The significant note in averting the Western Bulldogs continuing to impose its ways on the game was the assertive ruck work of Scott Lycett; Willem Drew taking on the assignment of challenging Tom Liberatore; and Boak and Ollie Wines working their tandem on Marcus Bontempelli.

At the back, captain Tom Jonas tightened the defensive unit, again leading by example by taking to every contest with an uncompromising tone. And even with Port Adelaide putting up stronger barriers along the channels to the Western Bulldogs' goalfront, Luke Beveridge's team was remarkably efficient in the third term - with four goals from just six inside-50s after Port Adelaide opened the quarter with three goals.

The last 10 minutes of this game proved how the oldest mantra of the Hinkley era - to "never, ever give in" - still holds true with Port Adelaide.
Western Bulldogs midfielder Adam Treloar's goal - from a set shot, to advance this score source to 5.1 against 3.5 - created a challenging 15-point lead with 10:04 left on the clock.

The response was Port Adelaide's best 10 minutes since the comeback against Collingwood for the one-point win at the MCG in round 10.
Wines brought it back to nine points.

Boak made it three.

And Robbie Gray gave Port Adelaide a three-point lead - the team's first lead after the Western Bulldogs had spent 95:32 in front.

By the ever-reliable barometer, Port Adelaide won the clearances (35-28), the contested ball (139-132) and squared the centre clearances 9-9 against a lauded Western Bulldogs unit led by Bontempelli.

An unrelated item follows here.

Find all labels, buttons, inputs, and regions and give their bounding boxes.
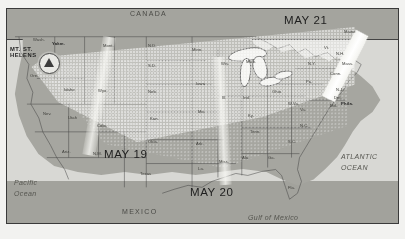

The two-point win carries one sour note: the left-hamstring injury to Rising Star forward Mitch Georgiades during the third term. 

The concept of four tall forwards with Georgiades, Charlie Dixon, Todd Marshall and ruckman Peter Ladhams - trialled by necessity when Port Adelaide had most of its half-forwards on the injury list - is lost for at least 14 days.

There will be relief in the match committee room that those half-forwards are back to now cover for tall forwards.

And there will be delight at Alberton that Port Adelaide does not have to hear of its record against top-four sides this week. Rather, there should be recognition of a resilient team that has built the confidence - and know how - to work its way through problems in games that do not always roll to the Port Adelaide agenda. 

They have beaten a top-four rival. And if they can do it three more times, at least twice at home, the Port Adelaide players will be rewarded with a premiership played out in demanding and challenging circumstances.